After nearly thirty minutes of waiting and watching, Dennis sagged. His hunting skills had misled him this time.
He pulled the cell phone out of his pocket and was about to call the taxi service when he saw her walk through the door and stand in the lengthening line of coffee addicts.
He waited until she picked her latte off the counter and was walking out until he moved in front of her.
“Sally!” he said.
“Cun
ningham,” she said, startled. “You scared the crap out of me. Jeeze! Um, how are you?”
“Great,” he said. “How you doing?”
“Same old crap,” she said. “War, war, and more war; it’s a shitty little business, isn’t it?”
“I wouldn’t know,” he said. “Not my area of expertise.”
She smirked. “Yes, we know you OIG folks don’t dirty yourselves. Oh well, such is the lot we’ve chosen.
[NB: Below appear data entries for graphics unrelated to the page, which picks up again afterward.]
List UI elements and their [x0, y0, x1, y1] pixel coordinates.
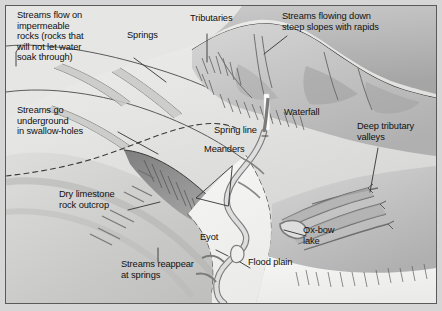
eyot-island: [231, 245, 244, 262]
label-streams-reappear: Streams reappear at springs: [121, 259, 194, 280]
label-tributaries: Tributaries: [190, 13, 232, 24]
label-deep-tributary: Deep tributary valleys: [357, 121, 414, 142]
label-flood-plain: Flood plain: [248, 257, 292, 268]
label-dry-limestone: Dry limestone rock outcrop: [59, 189, 115, 210]
label-impermeable-rocks: Streams flow on impermeable rocks (rocks…: [17, 10, 84, 63]
label-eyot: Eyot: [200, 232, 218, 243]
label-meanders: Meanders: [204, 144, 245, 155]
diagram-stage: Streams flow on impermeable rocks (rocks…: [0, 0, 442, 311]
label-ox-bow-lake: Ox-bow lake: [303, 225, 334, 246]
label-waterfall: Waterfall: [284, 107, 319, 118]
diagram-frame: Streams flow on impermeable rocks (rocks…: [5, 5, 437, 304]
label-steep-slopes-rapids: Streams flowing down steep slopes with r…: [282, 11, 379, 32]
label-swallow-holes: Streams go underground in swallow-holes: [17, 105, 83, 137]
label-spring-line: Spring line: [214, 125, 257, 136]
label-springs: Springs: [127, 30, 158, 41]
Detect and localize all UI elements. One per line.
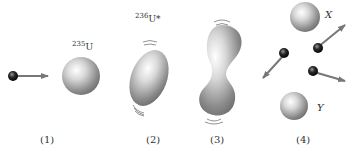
stage-2	[122, 41, 176, 117]
uranium-235-nucleus	[62, 57, 100, 95]
neutron	[8, 71, 18, 81]
label-uranium-236: 236U*	[135, 12, 160, 24]
caption-stage-3: (3)	[210, 134, 224, 145]
stage-3	[199, 20, 241, 124]
vibration-lines-bottom	[133, 105, 144, 116]
neutron-arrow	[318, 25, 345, 47]
stage-4	[263, 2, 345, 120]
vibration-lines-bottom	[205, 119, 223, 124]
vibration-lines-top	[143, 41, 157, 46]
neutron	[308, 66, 318, 76]
element-symbol: U	[85, 42, 93, 52]
neutron	[279, 48, 289, 58]
excited-uranium-236-nucleus	[122, 45, 176, 112]
fragment-x	[290, 2, 320, 32]
label-uranium-235: 235U	[72, 40, 93, 52]
caption-stage-1: (1)	[40, 134, 54, 145]
fragment-x-label: X	[325, 9, 332, 20]
fragment-y-label: Y	[317, 102, 324, 113]
stage-1	[8, 57, 100, 95]
neutron	[313, 43, 323, 53]
caption-stage-4: (4)	[296, 134, 310, 145]
mass-number: 235	[72, 40, 85, 48]
fission-diagram	[0, 0, 353, 152]
mass-number: 236	[135, 12, 148, 20]
element-symbol: U*	[148, 14, 160, 24]
neutron-arrow	[314, 72, 345, 81]
vibration-lines-top	[214, 20, 230, 25]
fragment-y	[280, 92, 308, 120]
neutron-arrow	[263, 56, 283, 78]
caption-stage-2: (2)	[146, 134, 160, 145]
deformed-nucleus	[199, 25, 241, 115]
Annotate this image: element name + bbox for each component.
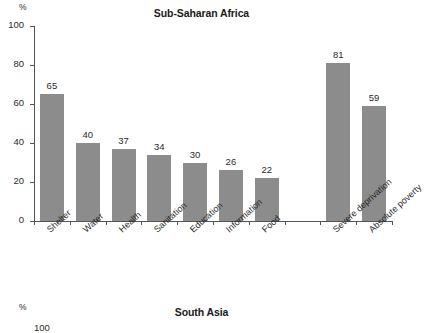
x-axis-tick xyxy=(213,221,214,225)
x-axis-tick xyxy=(285,221,286,225)
x-axis-tick xyxy=(249,221,250,225)
bar-value-label: 26 xyxy=(211,156,251,167)
bar-value-label: 81 xyxy=(318,49,358,60)
y-axis-tick-label-south-asia: 100 xyxy=(34,322,50,333)
y-axis-tick: 20 xyxy=(30,182,35,183)
x-axis-tick xyxy=(392,221,393,225)
x-axis-tick xyxy=(356,221,357,225)
y-axis-tick-label: 40 xyxy=(13,136,24,147)
y-axis-tick: 80 xyxy=(30,65,35,66)
y-axis-line xyxy=(34,26,35,221)
bar-value-label: 37 xyxy=(104,135,144,146)
x-axis-tick xyxy=(70,221,71,225)
x-axis-tick xyxy=(320,221,321,225)
bar-value-label: 40 xyxy=(68,129,108,140)
x-axis-tick xyxy=(141,221,142,225)
y-axis-tick-label: 0 xyxy=(19,214,24,225)
x-axis-tick xyxy=(34,221,35,225)
y-axis-tick: 40 xyxy=(30,143,35,144)
y-axis-tick-label: 100 xyxy=(8,19,24,30)
y-axis-tick-label: 60 xyxy=(13,97,24,108)
bar xyxy=(326,63,350,221)
chart-panel-south-asia: % South Asia 100 xyxy=(0,300,403,328)
chart-panel-sub-saharan-africa: % Sub-Saharan Africa 100806040200 654037… xyxy=(0,0,403,300)
bar xyxy=(112,149,136,221)
bar-value-label: 34 xyxy=(139,141,179,152)
chart-title: Sub-Saharan Africa xyxy=(0,7,403,19)
bar xyxy=(40,94,64,221)
bar-value-label: 59 xyxy=(354,92,394,103)
x-axis-tick xyxy=(106,221,107,225)
y-axis-tick: 100 xyxy=(30,26,35,27)
plot-area: 100806040200 654037343026228159 xyxy=(34,26,392,221)
bar-value-label: 30 xyxy=(175,149,215,160)
y-axis-tick-label: 80 xyxy=(13,58,24,69)
y-axis-tick: 60 xyxy=(30,104,35,105)
x-axis-tick xyxy=(177,221,178,225)
bar-value-label: 22 xyxy=(247,164,287,175)
y-axis-tick-label: 20 xyxy=(13,175,24,186)
bar-value-label: 65 xyxy=(32,80,72,91)
chart-title-south-asia: South Asia xyxy=(0,306,403,318)
bar xyxy=(76,143,100,221)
See you around the water cooler.”
“Uh, actually, Sally, I wonder if you had just a few minutes—to talk. A few minutes.”
She stared at him sharply over the top of her latte, taking a small, calculated sip.
“So this wasn’t an accidental meeting on the way to work?”
“Not entirely,” he said.
“Cunningham, I have some vague recollection that you’re on the outs. Someone mentioned something to me the other day, but it was in passing. Any truth to that stuff?”
“You know me, Sally. I couldn’t give a shit about that kind of gossip. It’ll take just a few moments. Please?” he said, gesturing to the small table where the Post lay sprawled.
“Two minutes max,” she said curtly. “I have a con call in about forty-five minutes.”
They sat down, and Dennis was again painfully aware of how attractive she was; her medium-length dark hair looked luxuriant, and her hazel eyes beamed from a ring of understated mascara and eyeliner.
Only now the eyes had a steely cast to them: the look of an experienced intelligence analyst whose professional life was spent appraising data and its supplier for veracity, motive, and leverage.
In the OIG, Dennis and the other investigators referred to it as the “Shake and Bake.” It happened the moment an Agency employee comprehended that an innocuous conversation with an IG investigator had taken a dangerous turn. The “Shake” referred to the figurative or literal shake of the head by the employee the moment they recognized their exposure; the “Bake” referred to them baking or cooking up an entirely new attitude that was either defiant or profoundly restrained.
Sally had just pirouetted a perfect Shake and Bake.
“What’s up?” she said.
“You remember the last time we caught up with each other? It was in the cafeteria six or so weeks ago.”